● **What the task asks**
The expected answer is all of the entries, written out exactly.

****************************************

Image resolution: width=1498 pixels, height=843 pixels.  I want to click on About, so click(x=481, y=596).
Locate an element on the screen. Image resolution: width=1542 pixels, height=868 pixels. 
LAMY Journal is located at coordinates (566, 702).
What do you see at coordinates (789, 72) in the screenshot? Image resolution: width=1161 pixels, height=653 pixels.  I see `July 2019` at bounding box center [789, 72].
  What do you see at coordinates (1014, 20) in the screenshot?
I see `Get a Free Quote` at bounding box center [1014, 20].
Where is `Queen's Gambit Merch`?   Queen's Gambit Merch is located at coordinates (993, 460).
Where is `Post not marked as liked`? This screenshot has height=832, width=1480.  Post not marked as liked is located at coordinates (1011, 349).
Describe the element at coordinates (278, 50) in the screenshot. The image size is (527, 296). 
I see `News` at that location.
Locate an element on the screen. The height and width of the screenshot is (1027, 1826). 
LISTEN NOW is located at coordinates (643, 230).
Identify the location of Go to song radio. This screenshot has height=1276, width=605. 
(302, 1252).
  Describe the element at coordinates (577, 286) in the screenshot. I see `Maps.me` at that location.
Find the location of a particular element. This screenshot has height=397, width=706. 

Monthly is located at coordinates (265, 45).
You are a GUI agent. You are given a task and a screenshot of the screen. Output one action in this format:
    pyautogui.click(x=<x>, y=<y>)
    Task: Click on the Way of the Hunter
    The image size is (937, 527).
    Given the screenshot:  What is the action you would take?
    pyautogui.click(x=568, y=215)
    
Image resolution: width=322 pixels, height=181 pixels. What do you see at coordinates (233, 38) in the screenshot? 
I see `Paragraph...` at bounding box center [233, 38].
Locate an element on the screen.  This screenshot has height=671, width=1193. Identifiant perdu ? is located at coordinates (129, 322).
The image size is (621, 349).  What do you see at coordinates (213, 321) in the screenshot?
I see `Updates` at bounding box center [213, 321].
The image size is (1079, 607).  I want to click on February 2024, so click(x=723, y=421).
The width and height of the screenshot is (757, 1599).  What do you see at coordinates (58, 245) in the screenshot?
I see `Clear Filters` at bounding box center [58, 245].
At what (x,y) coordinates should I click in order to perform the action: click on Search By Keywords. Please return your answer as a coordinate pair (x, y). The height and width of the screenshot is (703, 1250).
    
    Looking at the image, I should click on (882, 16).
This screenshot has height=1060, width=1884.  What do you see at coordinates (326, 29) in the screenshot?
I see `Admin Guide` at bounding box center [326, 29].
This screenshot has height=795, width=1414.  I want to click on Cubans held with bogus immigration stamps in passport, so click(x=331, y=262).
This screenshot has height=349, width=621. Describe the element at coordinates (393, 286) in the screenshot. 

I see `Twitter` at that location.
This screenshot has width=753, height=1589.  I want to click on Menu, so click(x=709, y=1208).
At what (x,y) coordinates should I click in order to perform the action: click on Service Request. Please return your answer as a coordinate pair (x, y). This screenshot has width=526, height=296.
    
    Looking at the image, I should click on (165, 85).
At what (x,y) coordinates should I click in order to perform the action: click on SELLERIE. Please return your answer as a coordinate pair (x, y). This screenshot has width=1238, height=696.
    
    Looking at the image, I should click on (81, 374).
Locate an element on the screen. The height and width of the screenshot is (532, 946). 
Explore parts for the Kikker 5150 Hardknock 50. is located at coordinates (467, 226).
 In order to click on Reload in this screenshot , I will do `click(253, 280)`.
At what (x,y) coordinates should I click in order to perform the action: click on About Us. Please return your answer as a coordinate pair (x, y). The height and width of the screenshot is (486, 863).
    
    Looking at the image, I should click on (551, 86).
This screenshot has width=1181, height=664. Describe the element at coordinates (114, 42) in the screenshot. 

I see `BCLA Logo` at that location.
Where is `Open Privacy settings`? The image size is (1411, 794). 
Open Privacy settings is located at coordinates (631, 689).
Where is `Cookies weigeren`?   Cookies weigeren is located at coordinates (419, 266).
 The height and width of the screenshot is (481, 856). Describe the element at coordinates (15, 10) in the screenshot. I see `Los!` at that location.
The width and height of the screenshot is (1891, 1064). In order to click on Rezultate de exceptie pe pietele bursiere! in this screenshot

****************************************

● **Output below**
Image resolution: width=1498 pixels, height=843 pixels.  I want to click on About, so click(x=481, y=596).
Locate an element on the screen. Image resolution: width=1542 pixels, height=868 pixels. 
LAMY Journal is located at coordinates (566, 702).
What do you see at coordinates (789, 72) in the screenshot? Image resolution: width=1161 pixels, height=653 pixels.  I see `July 2019` at bounding box center [789, 72].
  What do you see at coordinates (1014, 20) in the screenshot?
I see `Get a Free Quote` at bounding box center [1014, 20].
Where is `Queen's Gambit Merch`?   Queen's Gambit Merch is located at coordinates (993, 460).
Where is `Post not marked as liked`? This screenshot has height=832, width=1480.  Post not marked as liked is located at coordinates (1011, 349).
Describe the element at coordinates (278, 50) in the screenshot. The image size is (527, 296). 
I see `News` at that location.
Locate an element on the screen. The height and width of the screenshot is (1027, 1826). 
LISTEN NOW is located at coordinates (643, 230).
Identify the location of Go to song radio. This screenshot has height=1276, width=605. 
(302, 1252).
  Describe the element at coordinates (577, 286) in the screenshot. I see `Maps.me` at that location.
Find the location of a particular element. This screenshot has height=397, width=706. 

Monthly is located at coordinates (265, 45).
You are a GUI agent. You are given a task and a screenshot of the screen. Output one action in this format:
    pyautogui.click(x=<x>, y=<y>)
    Task: Click on the Way of the Hunter
    The image size is (937, 527).
    Given the screenshot:  What is the action you would take?
    pyautogui.click(x=568, y=215)
    
Image resolution: width=322 pixels, height=181 pixels. What do you see at coordinates (233, 38) in the screenshot? 
I see `Paragraph...` at bounding box center [233, 38].
Locate an element on the screen.  This screenshot has height=671, width=1193. Identifiant perdu ? is located at coordinates (129, 322).
The image size is (621, 349).  What do you see at coordinates (213, 321) in the screenshot?
I see `Updates` at bounding box center [213, 321].
The image size is (1079, 607).  I want to click on February 2024, so click(x=723, y=421).
The width and height of the screenshot is (757, 1599).  What do you see at coordinates (58, 245) in the screenshot?
I see `Clear Filters` at bounding box center [58, 245].
At what (x,y) coordinates should I click in order to perform the action: click on Search By Keywords. Please return your answer as a coordinate pair (x, y). The height and width of the screenshot is (703, 1250).
    
    Looking at the image, I should click on (882, 16).
This screenshot has height=1060, width=1884.  What do you see at coordinates (326, 29) in the screenshot?
I see `Admin Guide` at bounding box center [326, 29].
This screenshot has height=795, width=1414.  I want to click on Cubans held with bogus immigration stamps in passport, so click(x=331, y=262).
This screenshot has height=349, width=621. Describe the element at coordinates (393, 286) in the screenshot. 

I see `Twitter` at that location.
This screenshot has width=753, height=1589.  I want to click on Menu, so click(x=709, y=1208).
At what (x,y) coordinates should I click in order to perform the action: click on Service Request. Please return your answer as a coordinate pair (x, y). This screenshot has width=526, height=296.
    
    Looking at the image, I should click on (165, 85).
At what (x,y) coordinates should I click in order to perform the action: click on SELLERIE. Please return your answer as a coordinate pair (x, y). This screenshot has width=1238, height=696.
    
    Looking at the image, I should click on (81, 374).
Locate an element on the screen. The height and width of the screenshot is (532, 946). 
Explore parts for the Kikker 5150 Hardknock 50. is located at coordinates (467, 226).
 In order to click on Reload in this screenshot , I will do `click(253, 280)`.
At what (x,y) coordinates should I click in order to perform the action: click on About Us. Please return your answer as a coordinate pair (x, y). The height and width of the screenshot is (486, 863).
    
    Looking at the image, I should click on (551, 86).
This screenshot has width=1181, height=664. Describe the element at coordinates (114, 42) in the screenshot. 

I see `BCLA Logo` at that location.
Where is `Open Privacy settings`? The image size is (1411, 794). 
Open Privacy settings is located at coordinates (631, 689).
Where is `Cookies weigeren`?   Cookies weigeren is located at coordinates (419, 266).
 The height and width of the screenshot is (481, 856). Describe the element at coordinates (15, 10) in the screenshot. I see `Los!` at that location.
The width and height of the screenshot is (1891, 1064). In order to click on Rezultate de exceptie pe pietele bursiere! in this screenshot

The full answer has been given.